Statements by ex-Westpac CEO Gail Kelly at a CARE fundraising event in Melbourne have caused a minor firestorm here in Vanuatu. On July 28th, Ms Kelly provided a litany of examples of sexual abuse, violence and subjugation of women in Vanuatu, which she characterised as “staggering,” according to the Guardian Australia.
The response in Vanuatu was outrage.
Men and (to a much lesser degree) women alike castigated Ms Kelly, claiming that she was uninformed, that she had no insight into traditional values and was grossly misrepresenting the situation.
It is true that when such issues are put under the microscope, they look appalling, especially when crime, prejudice and systematic bias are piled up side by side with one another.
That’s because they are appalling.
One of the first and most common reactions was to reject Gail Kelly’s comments because she’s not a Ni Vanuatu. How could she possibly be expected to know a thing about this country, people asked.
Well, rather than presume to tread such murky ground myself, I called up Merelyn Tahi, Director of the Vanuatu Women’s Centre. She hadn’t seen the article yet, and she doesn’t frequent Facebook, but when I began to read the Guardian piece to her, she interrupted me and said, “Have you seen our research? That’s where she got this from, I guess.”
In 2011, the Vanuatu Women’s Centre published the Vanuatu National Survey of Women’s Lives and Family Relationships. The 248-page report was the result of a survey that reached over 3,600 households, including 3,141 questionnaires filled out by both men and women and 2337 by individual women.
The report “reveals an intense web of intimidation, threats, humiliation, controlling behaviour and acts of physical and sexual violence imposed on the women who suffer from violence by their husbands and partners.”
Strong language? Yes, it is. And it’s appropriate to the situation. Here’s a longer excerpt:
“Among women who have ever been married, lived with a man, or had an intimate sexual relationship with a partner, 3 in 5 (60%) experienced physical and/or sexual violence in their lifetime; more than 2 in 3 (68%) experienced emotional violence; more than 1 in 4 (28%) was subjected to several forms of control by their husband or partner, more than 2 in 3 (69%) experienced at least one form of coercive control, and most of these were living with physical and sexual violence.”
It may be the case that Gail Kelly is an opportunistic disaster tourist of the worst sort, carpet-bagging on the backs of Ni Vanuatu. It may be that she will never understand the richness and rootedness of Melanesian life.
But it is a certainty that she is right about the prevalence of gender based violence and abuse in Vanuatu.
I know this for a fact. Others may close there eyes to what Ms Tahi calls this social ‘sickness’, but I cannot.
A single example: In one family of four sisters, 3 have been raped, one of them by a uncle in her own home; all of them have been beaten, one of them so badly she spent months recovering; one has also been bound, tortured and gang-raped by close relations.
All of them are too scared of their own spouses or families to report the crimes to the police.
These women are hardly the only ones. Some time ago, a colleague confided to me that if I asked every single female staffer in our workplace if she had been beaten, the answer would be a unanimous yes.
I was saddened but not surprised to see how Ms Kelly was reviled, sworn at, belittled and threatened for speaking up. If she didn’t know anything about life as a Ni Vanuatu woman before, she sure does now.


Copy nothing but the text: repeat each entry exactly and drop the images.

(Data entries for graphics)
★ ★ ★ ★ ★ ★ ★

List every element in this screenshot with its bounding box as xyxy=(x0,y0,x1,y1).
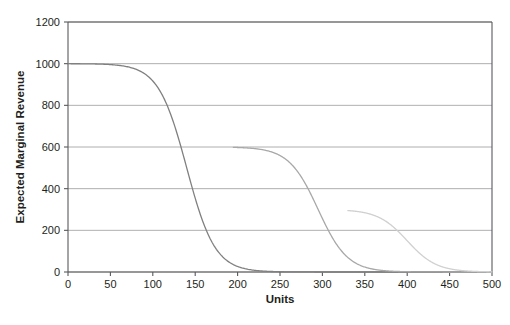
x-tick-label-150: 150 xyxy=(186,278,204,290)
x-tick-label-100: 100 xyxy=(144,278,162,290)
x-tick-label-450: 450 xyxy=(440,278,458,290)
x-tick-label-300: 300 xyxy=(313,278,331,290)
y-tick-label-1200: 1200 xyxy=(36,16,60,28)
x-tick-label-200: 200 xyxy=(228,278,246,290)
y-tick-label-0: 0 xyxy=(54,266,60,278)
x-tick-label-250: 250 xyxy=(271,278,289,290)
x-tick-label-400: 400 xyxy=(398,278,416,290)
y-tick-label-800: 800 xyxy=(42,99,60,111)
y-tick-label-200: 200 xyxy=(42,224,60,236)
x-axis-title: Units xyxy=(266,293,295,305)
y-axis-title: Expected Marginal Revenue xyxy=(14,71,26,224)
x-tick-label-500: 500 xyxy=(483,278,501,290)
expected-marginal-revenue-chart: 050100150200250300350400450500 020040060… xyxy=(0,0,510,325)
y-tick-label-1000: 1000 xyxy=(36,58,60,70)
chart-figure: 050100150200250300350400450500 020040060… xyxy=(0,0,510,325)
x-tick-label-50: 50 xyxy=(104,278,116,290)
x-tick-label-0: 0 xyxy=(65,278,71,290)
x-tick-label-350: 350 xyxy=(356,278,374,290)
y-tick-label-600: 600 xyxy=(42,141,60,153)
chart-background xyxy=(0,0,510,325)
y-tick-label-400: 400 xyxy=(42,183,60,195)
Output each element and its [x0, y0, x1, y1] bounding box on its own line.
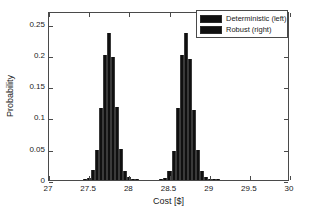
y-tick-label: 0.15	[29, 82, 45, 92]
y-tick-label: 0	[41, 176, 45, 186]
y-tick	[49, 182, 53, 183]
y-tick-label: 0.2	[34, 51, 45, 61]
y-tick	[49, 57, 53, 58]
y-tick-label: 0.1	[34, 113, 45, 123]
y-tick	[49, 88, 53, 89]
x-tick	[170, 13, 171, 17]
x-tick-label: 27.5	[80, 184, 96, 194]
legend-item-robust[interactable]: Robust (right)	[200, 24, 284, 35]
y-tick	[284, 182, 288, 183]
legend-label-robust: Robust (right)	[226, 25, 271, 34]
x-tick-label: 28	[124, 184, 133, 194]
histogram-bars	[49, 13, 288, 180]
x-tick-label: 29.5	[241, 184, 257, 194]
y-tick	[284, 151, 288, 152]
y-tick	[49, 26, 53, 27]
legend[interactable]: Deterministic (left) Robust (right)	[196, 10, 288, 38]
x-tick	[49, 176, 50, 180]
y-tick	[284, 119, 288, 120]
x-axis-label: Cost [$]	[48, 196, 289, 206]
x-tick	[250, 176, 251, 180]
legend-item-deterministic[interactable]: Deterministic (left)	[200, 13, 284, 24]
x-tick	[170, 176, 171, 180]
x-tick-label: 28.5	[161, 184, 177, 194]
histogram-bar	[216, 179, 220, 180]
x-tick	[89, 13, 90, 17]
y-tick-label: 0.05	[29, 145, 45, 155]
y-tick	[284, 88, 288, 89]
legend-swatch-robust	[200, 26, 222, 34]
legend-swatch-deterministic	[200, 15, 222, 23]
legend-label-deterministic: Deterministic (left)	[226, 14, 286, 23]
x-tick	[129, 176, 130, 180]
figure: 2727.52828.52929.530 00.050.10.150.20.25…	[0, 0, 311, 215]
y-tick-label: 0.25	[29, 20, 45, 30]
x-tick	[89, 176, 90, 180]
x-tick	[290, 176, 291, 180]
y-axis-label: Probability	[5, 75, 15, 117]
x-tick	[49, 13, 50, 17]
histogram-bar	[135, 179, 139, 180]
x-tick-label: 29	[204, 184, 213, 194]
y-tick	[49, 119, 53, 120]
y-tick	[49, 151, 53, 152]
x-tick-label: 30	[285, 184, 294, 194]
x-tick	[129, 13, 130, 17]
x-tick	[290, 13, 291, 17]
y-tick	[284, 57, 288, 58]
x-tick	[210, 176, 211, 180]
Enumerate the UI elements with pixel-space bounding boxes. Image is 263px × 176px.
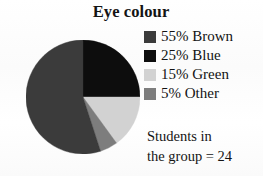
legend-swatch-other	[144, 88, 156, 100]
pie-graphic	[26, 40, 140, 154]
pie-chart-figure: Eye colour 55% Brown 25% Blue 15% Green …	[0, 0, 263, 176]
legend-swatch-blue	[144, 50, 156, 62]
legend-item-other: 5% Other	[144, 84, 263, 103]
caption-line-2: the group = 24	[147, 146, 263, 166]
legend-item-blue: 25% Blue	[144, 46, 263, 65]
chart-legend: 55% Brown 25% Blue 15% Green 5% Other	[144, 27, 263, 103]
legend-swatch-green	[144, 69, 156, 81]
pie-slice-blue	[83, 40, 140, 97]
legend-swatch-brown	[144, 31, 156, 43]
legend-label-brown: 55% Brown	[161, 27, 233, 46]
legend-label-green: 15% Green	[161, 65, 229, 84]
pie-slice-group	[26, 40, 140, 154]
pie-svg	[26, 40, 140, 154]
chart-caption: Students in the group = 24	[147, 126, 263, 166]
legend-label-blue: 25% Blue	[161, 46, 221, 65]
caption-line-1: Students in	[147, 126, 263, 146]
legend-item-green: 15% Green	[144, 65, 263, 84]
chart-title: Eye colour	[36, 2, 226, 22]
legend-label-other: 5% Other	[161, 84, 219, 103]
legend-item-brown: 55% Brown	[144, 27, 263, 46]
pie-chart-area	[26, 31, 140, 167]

★ ★ ★ ★ ★ ★ ★

(TASK OUTPUT)
List every element in this screenshot with its bounding box as xyxy=(x0,y0,x1,y1).
x-tick-label-150: 150 xyxy=(186,278,204,290)
x-tick-label-100: 100 xyxy=(144,278,162,290)
x-tick-label-450: 450 xyxy=(440,278,458,290)
x-tick-label-300: 300 xyxy=(313,278,331,290)
y-tick-label-1200: 1200 xyxy=(36,16,60,28)
x-tick-label-200: 200 xyxy=(228,278,246,290)
y-tick-label-0: 0 xyxy=(54,266,60,278)
x-tick-label-250: 250 xyxy=(271,278,289,290)
x-tick-label-400: 400 xyxy=(398,278,416,290)
y-tick-label-800: 800 xyxy=(42,99,60,111)
y-tick-label-200: 200 xyxy=(42,224,60,236)
x-axis-title: Units xyxy=(266,293,295,305)
y-axis-title: Expected Marginal Revenue xyxy=(14,71,26,224)
x-tick-label-500: 500 xyxy=(483,278,501,290)
expected-marginal-revenue-chart: 050100150200250300350400450500 020040060… xyxy=(0,0,510,325)
y-tick-label-1000: 1000 xyxy=(36,58,60,70)
chart-figure: 050100150200250300350400450500 020040060… xyxy=(0,0,510,325)
x-tick-label-50: 50 xyxy=(104,278,116,290)
x-tick-label-0: 0 xyxy=(65,278,71,290)
x-tick-label-350: 350 xyxy=(356,278,374,290)
y-tick-label-600: 600 xyxy=(42,141,60,153)
chart-background xyxy=(0,0,510,325)
y-tick-label-400: 400 xyxy=(42,183,60,195)
Output each element and its [x0, y0, x1, y1] bounding box on its own line.
y-tick-label: 0.15	[29, 82, 45, 92]
y-tick-label: 0	[41, 176, 45, 186]
y-tick	[49, 182, 53, 183]
y-tick-label: 0.2	[34, 51, 45, 61]
y-tick	[49, 57, 53, 58]
y-tick-label: 0.1	[34, 113, 45, 123]
y-tick	[49, 88, 53, 89]
x-tick	[170, 13, 171, 17]
x-tick-label: 27.5	[80, 184, 96, 194]
legend-item-robust[interactable]: Robust (right)	[200, 24, 284, 35]
y-tick	[284, 182, 288, 183]
legend-label-robust: Robust (right)	[226, 25, 271, 34]
x-tick-label: 28	[124, 184, 133, 194]
histogram-bars	[49, 13, 288, 180]
x-tick-label: 29.5	[241, 184, 257, 194]
y-tick	[284, 151, 288, 152]
y-tick	[49, 26, 53, 27]
legend[interactable]: Deterministic (left) Robust (right)	[196, 10, 288, 38]
x-tick	[49, 176, 50, 180]
y-tick	[284, 119, 288, 120]
x-axis-label: Cost [$]	[48, 196, 289, 206]
x-tick	[250, 176, 251, 180]
legend-item-deterministic[interactable]: Deterministic (left)	[200, 13, 284, 24]
x-tick	[170, 176, 171, 180]
x-tick-label: 28.5	[161, 184, 177, 194]
histogram-bar	[216, 179, 220, 180]
x-tick	[89, 13, 90, 17]
y-tick-label: 0.05	[29, 145, 45, 155]
y-tick	[284, 88, 288, 89]
legend-swatch-robust	[200, 26, 222, 34]
legend-swatch-deterministic	[200, 15, 222, 23]
legend-label-deterministic: Deterministic (left)	[226, 14, 286, 23]
x-tick	[129, 176, 130, 180]
figure: 2727.52828.52929.530 00.050.10.150.20.25…	[0, 0, 311, 215]
y-tick-label: 0.25	[29, 20, 45, 30]
x-tick	[89, 176, 90, 180]
x-tick	[290, 176, 291, 180]
y-axis-label: Probability	[5, 75, 15, 117]
x-tick	[49, 13, 50, 17]
histogram-bar	[135, 179, 139, 180]
x-tick-label: 29	[204, 184, 213, 194]
y-tick	[49, 119, 53, 120]
y-tick	[49, 151, 53, 152]
x-tick-label: 30	[285, 184, 294, 194]
x-tick	[129, 13, 130, 17]
x-tick	[290, 13, 291, 17]
y-tick	[284, 57, 288, 58]
x-tick	[210, 176, 211, 180]
Enumerate the UI elements with pixel-space bounding boxes. Image is 263px × 176px.
legend-swatch-other	[144, 88, 156, 100]
pie-graphic	[26, 40, 140, 154]
pie-chart-figure: Eye colour 55% Brown 25% Blue 15% Green …	[0, 0, 263, 176]
legend-swatch-blue	[144, 50, 156, 62]
legend-item-other: 5% Other	[144, 84, 263, 103]
caption-line-2: the group = 24	[147, 146, 263, 166]
legend-item-blue: 25% Blue	[144, 46, 263, 65]
chart-legend: 55% Brown 25% Blue 15% Green 5% Other	[144, 27, 263, 103]
legend-swatch-green	[144, 69, 156, 81]
pie-slice-blue	[83, 40, 140, 97]
legend-swatch-brown	[144, 31, 156, 43]
legend-label-brown: 55% Brown	[161, 27, 233, 46]
legend-label-green: 15% Green	[161, 65, 229, 84]
pie-slice-group	[26, 40, 140, 154]
pie-svg	[26, 40, 140, 154]
chart-caption: Students in the group = 24	[147, 126, 263, 166]
legend-label-blue: 25% Blue	[161, 46, 221, 65]
caption-line-1: Students in	[147, 126, 263, 146]
legend-item-green: 15% Green	[144, 65, 263, 84]
chart-title: Eye colour	[36, 2, 226, 22]
legend-label-other: 5% Other	[161, 84, 219, 103]
legend-item-brown: 55% Brown	[144, 27, 263, 46]
pie-chart-area	[26, 31, 140, 167]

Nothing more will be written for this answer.